Psychiatrist staff specialists in NSW public hospitals have won a temporary 10% "stop-gap" attraction and retention allowance, after a State IRC full bench accepted they had established a special case to address an "acute shortage", partly a result of "comparatively low pay", that is driving a reduction in the quality of mental health care.
Ahead of a 17-day full bench hearing of the shop union's junior rates case from October 20, the FWC has published summaries of the "substantial" evidence, which show that the AiG is arguing that lower rates create an incentive to employ young people, and RAFFWU characterising junior wages as a form of "child labour exploitation".
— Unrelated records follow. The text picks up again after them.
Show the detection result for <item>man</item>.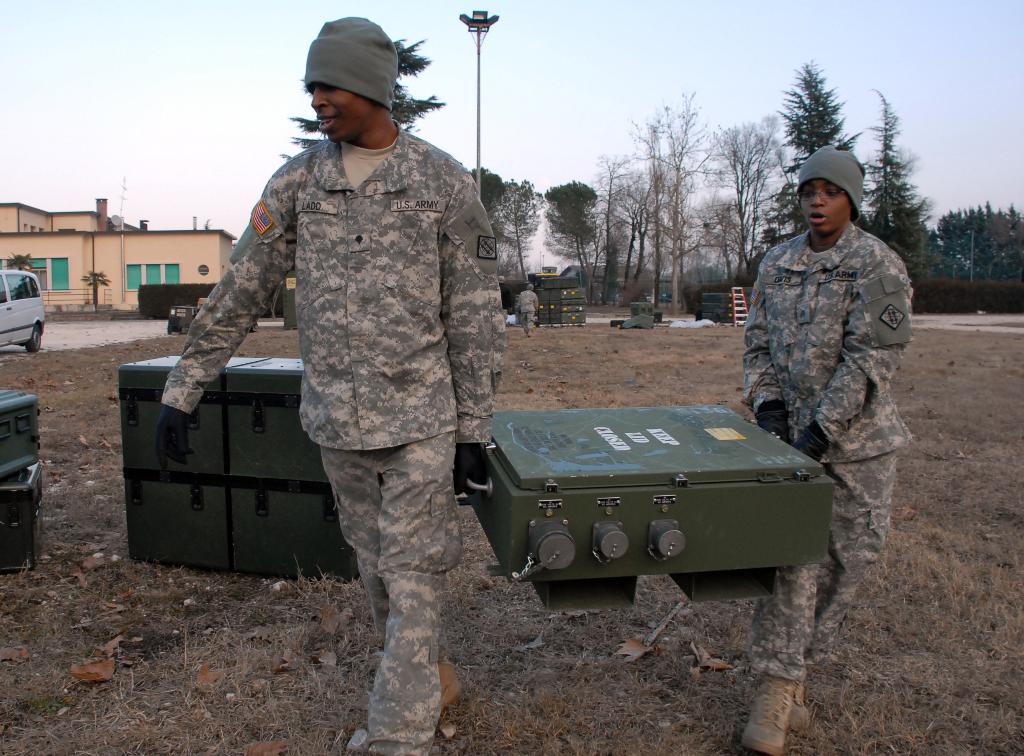
512:277:541:328.
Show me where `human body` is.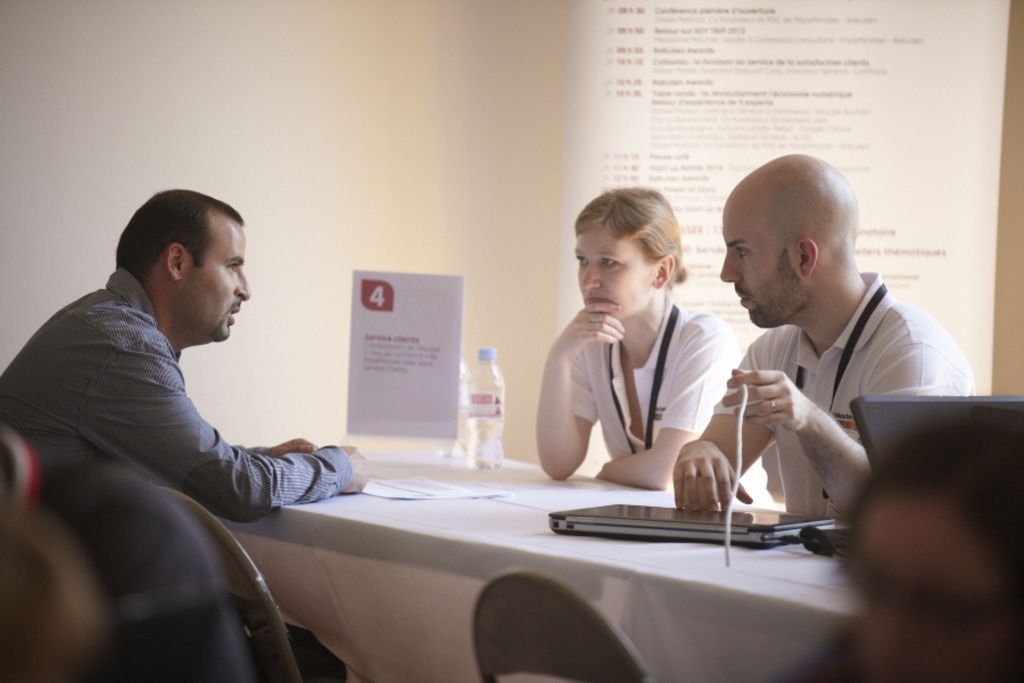
`human body` is at locate(685, 174, 961, 562).
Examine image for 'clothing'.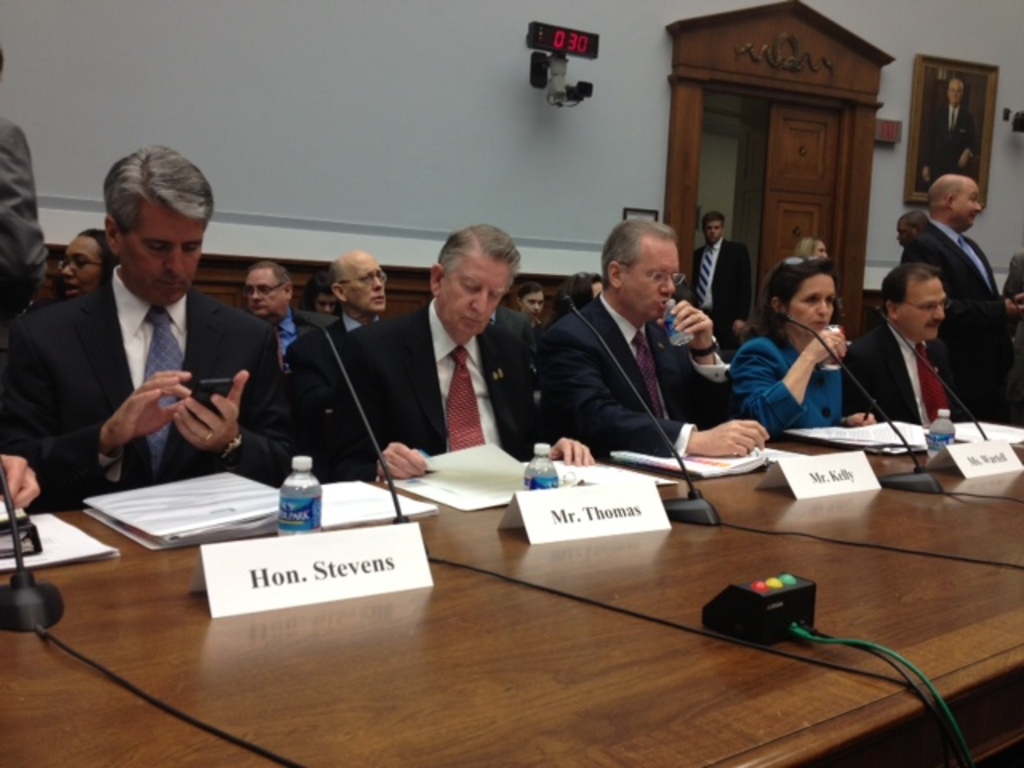
Examination result: pyautogui.locateOnScreen(710, 333, 864, 437).
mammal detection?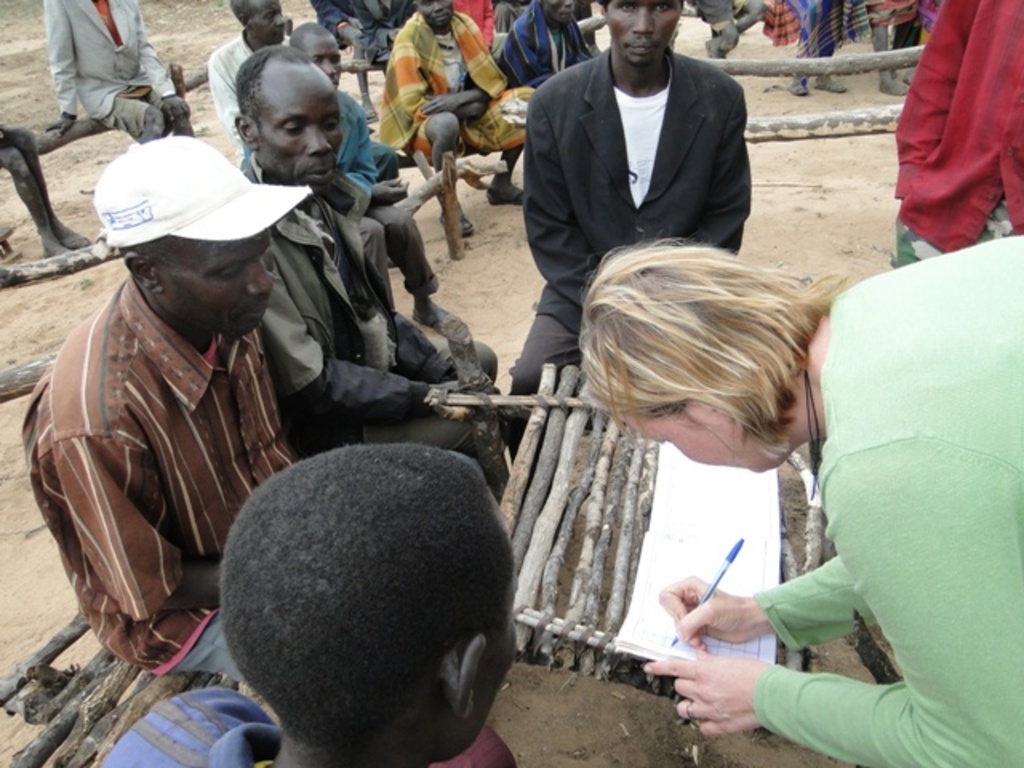
210 0 296 171
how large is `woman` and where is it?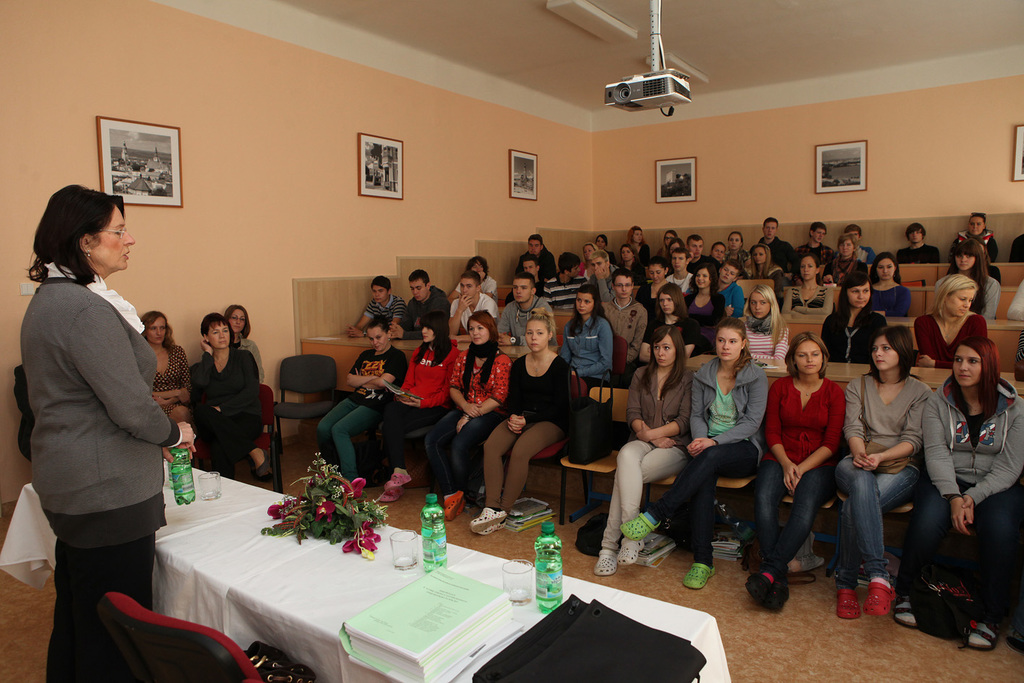
Bounding box: [left=467, top=305, right=571, bottom=536].
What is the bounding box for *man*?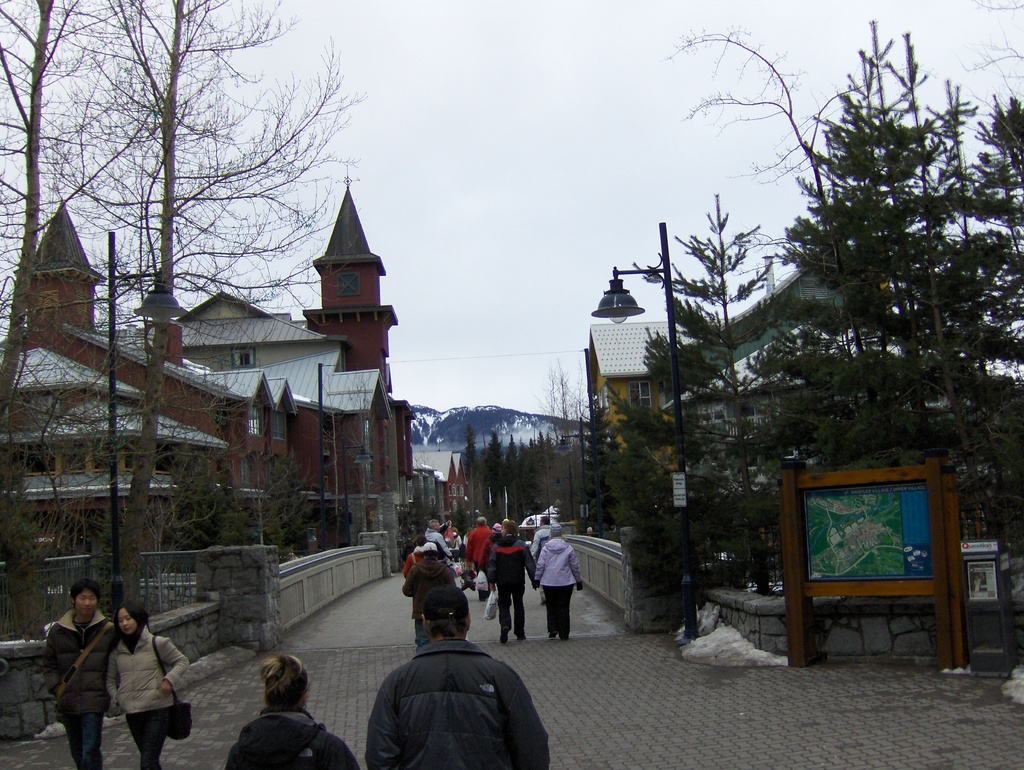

An appeal tribunal has overturned a ruling in which it found the the ACT Government directly discriminated against an employee based on her irrelevant criminal record when it unilaterally placed her on paid leave and refused to extend her contract, and awarded her $265,000 in damages.
The FWC has found the Department of Employment and Workplace Relations did not force a worker to resign by refusing to investigate its alleged mistaken attribution of her work to a colleague and knocking back her requests for study leave or to make her redundant.
A FWC full bench has rejected an employer's challenge to a finding that it must grant an employee's flexible work request, upholding a decision that reaffirms the precedence of NES provisions even when inconsistent with the terms of an enterprise agreement.
The FWC has found it unfair to summarily sack an "unsatisfied" manager accused of using her small business employer's email to seek a job with a competitor.
A FWC full bench has expressed a provisional view that it should make an intractable bargaining determination reflecting the employer's proposal, other than for a previously agreed term the UWU "resiled" from.
"Serious" flaws in an employer's s-xual harassment investigation, in tandem with its expectation the worker would continue working alongside her alleged harasser, forced her to resign, the FWC has found.
The FWC has today ruled a paramedic ineligible for primary carers' parental leave to tend to for his six-month old baby, because the enterprise agreement covering him only enables carers of newborns to access the entitlement.